Fashion’s New Trend Appears to Have (Bare) Legs
There is always a little suffering on that rocky runway toward beauty. Just ask anyone who has plucked eyebrows, waxed the bikini line, wobbled on platform heels, stifled the sneezes brought on by faux fur trim, or endured a scalpel, Botox or collagen injections. Perfection is not without its inconveniences.
The latest fashion ripple? The bare leg. Absolutely nude. No fair cheating with sheer or opaque nylons. We’re talking no stockings. No hose. No security blanket to mask your ghostly gams or shield your razor-nicked knee.
We’re talking skin. Shivering skin.
“It was freezing out today, and I had on a leather skirt and leather boots, but I had no stockings. I was freezing! And I thought: This is kinda nuts. But hey, this is the look,” said Lauren Ezersky, who, as fashion and beauty reporter for Paper magazine in New York, has observed a growing number of women going stockingless. “The nude-leg look seems to look right for some reason. Heavy stockings just don’t cut it. It just looks too heavy for the fashions today. Everything today is sheer, opulent, beaded. The leg can’t interfere with that. Even the shoes are feminine. High heels, little spindly shoes. It just doesn’t look right with the stocking.”
The naked-leg message was launched on the runway several seasons ago but really caught on this past spring and summer, when stylish gals heave-hoed their hose to take advantage of strappy sandals and sexy skirts. Jennifer Lopez, Mariah Carey, Natasha Richardson, Charlize Theron, Gwyneth Paltrow, Sarah Michelle Gellar and Courteney Cox are all sporting bare legs, even as we transition to fall. Bare calves could be seen everywhere during the recent New York collections for spring 2000, setting the no-hose bar for Milan, London and Paris.
But as a fashion statement, unencumbered lower limbs were cemented by the sirens of HBO’s hit “Sex and the City.” Carrie, Charlotte, Samantha and Miranda--that frisky fab four--established bare flesh as the year’s definitive style trend. None would be caught dead covering her bruised shins and lacquered tootsies with stockings. (OK, except for maybe Samantha, who employs a wardrobe of stockings to prolong her parlor games.) Skin, it seems, is the gotta-have-it fashion accessory for 2000.
“It’s very liberating. It’s very, very comfortable,” Nancy Sotomayor, a New York-based editorial stylist for Cosmopolitan magazine, said of the no-stockings look. “I like the feeling of flesh--even my own. It’s nice to reach down and feel your leg and feel skin not through nylon. Flesh is a turn-on.”
Spoken like a true Cosmo girl! Sotomayor, who works frequently with fashion stylists, said the trend goes beyond being a fleeting fashion twitch. She likens today’s stocking-shunning sisters to their bra-burning ‘60s foremothers. “It’s part of coming into your own where you don’t have to strap yourself down with pantyhose,” Sotomayor said. “It’s not just a fashion thing. It’s for power women to strut into the office with a power suit showing the power leg.”
And yet it’s not lost on Sotomayor that even the liberated woman needs to feel sexy and attractive--to either sex. “There has to be part of your body exposed. You have to do it for your own sensuality,” she said. “Nude legs are the new cleavage.”
While that’s all well and good, the nude-leg look probably won’t cause landfills to bulge suddenly with discarded nylons. There are many women who feel comfortable, protected and polished wearing hose. Maybe they remember their mothers’ edicts about never leaving the house without stockings. Maybe they like the support. Maybe they like the way hosiery minimizes skin imperfections or slims the silhouette. Maybe they feel more put together wearing hose.
American women spent $2.25 billion on sheer hosiery in 1998, according to the Hosiery Partnership for Consumer Education. The partnership, which represents the hosiery industry, has seen sales of sheer hosiery decrease over the past several years (sheer hosiery sales for 1997 were $2.41 billion). But the industry recognized the trend toward the bare leg and responded with ultra- and super-sheer stockings designed to be “virtually undetectable to the eye in achieving the bare leg look.” A bevy of new skin shades also ensures that there’s a color among the many brands for virtually any skin tone, according to the industry group.
“The majority of women can’t go without hosiery,” an industry spokeswoman said. “It’s possible to achieve the bare-leg look without giving up the benefits of hosiery. If it’s going to be a stocking, it’s going to be so sheer, it’s like you’re not wearing anything.”
Then, of course, there’s always just wearing nothing. Even if the leg isn’t in perfect condition, nude rules, Ezersky said.
“The most fashionable accessory today is Band-Aids,” said Ezersky, who hosts her own style show, “Behind the Velvet Ropes,” on the Style Channel. “I saw a girl today with Manolo Blahniks on and two Band-Aids. But they were fashionable Band-Aids.”
Distributed by the Los Angeles Times-Washington Post News Service.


Entries follow. Return each line that contains the word "name".
|---|
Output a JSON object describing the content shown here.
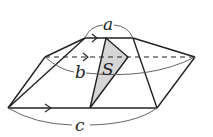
{
  "diagram": {
    "labels": {
      "top_edge": "a",
      "middle_edge": "b",
      "bottom_edge": "c",
      "shaded_region": "S"
    },
    "colors": {
      "stroke": "#222222",
      "shade": "#d6d6d6",
      "dim_line": "#555555"
    }
  }
}
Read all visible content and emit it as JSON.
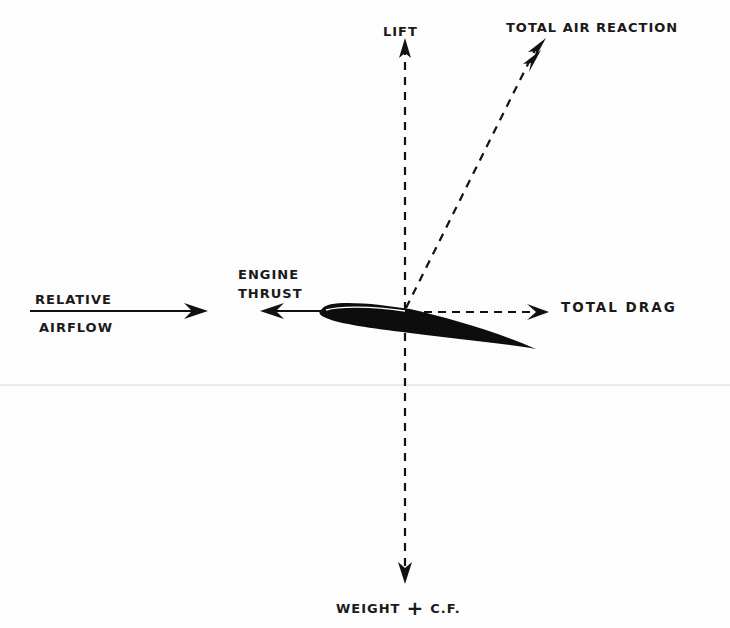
{
  "diagram": {
    "labels": {
      "lift": "LIFT",
      "total_air_reaction": "TOTAL AIR REACTION",
      "engine_thrust_line1": "ENGINE",
      "engine_thrust_line2": "THRUST",
      "relative_airflow_line1": "RELATIVE",
      "relative_airflow_line2": "AIRFLOW",
      "total_drag": "TOTAL DRAG",
      "weight": "WEIGHT",
      "plus": "+",
      "cf": "C.F."
    },
    "vectors": [
      {
        "name": "lift",
        "style": "dashed",
        "direction": "up"
      },
      {
        "name": "total_air_reaction",
        "style": "dashed",
        "direction": "up-right"
      },
      {
        "name": "total_drag",
        "style": "dashed",
        "direction": "right"
      },
      {
        "name": "weight_plus_cf",
        "style": "dashed",
        "direction": "down"
      },
      {
        "name": "engine_thrust",
        "style": "solid",
        "direction": "left"
      },
      {
        "name": "relative_airflow",
        "style": "solid",
        "direction": "right"
      }
    ],
    "colors": {
      "ink": "#111111",
      "background": "#fdfdfd",
      "fold_line": "#d8d8d8"
    }
  }
}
|---|
Answer box:
        "name": "lift",
        "name": "total_air_reaction",
        "name": "total_drag",
        "name": "weight_plus_cf",
        "name": "engine_thrust",
        "name": "relative_airflow",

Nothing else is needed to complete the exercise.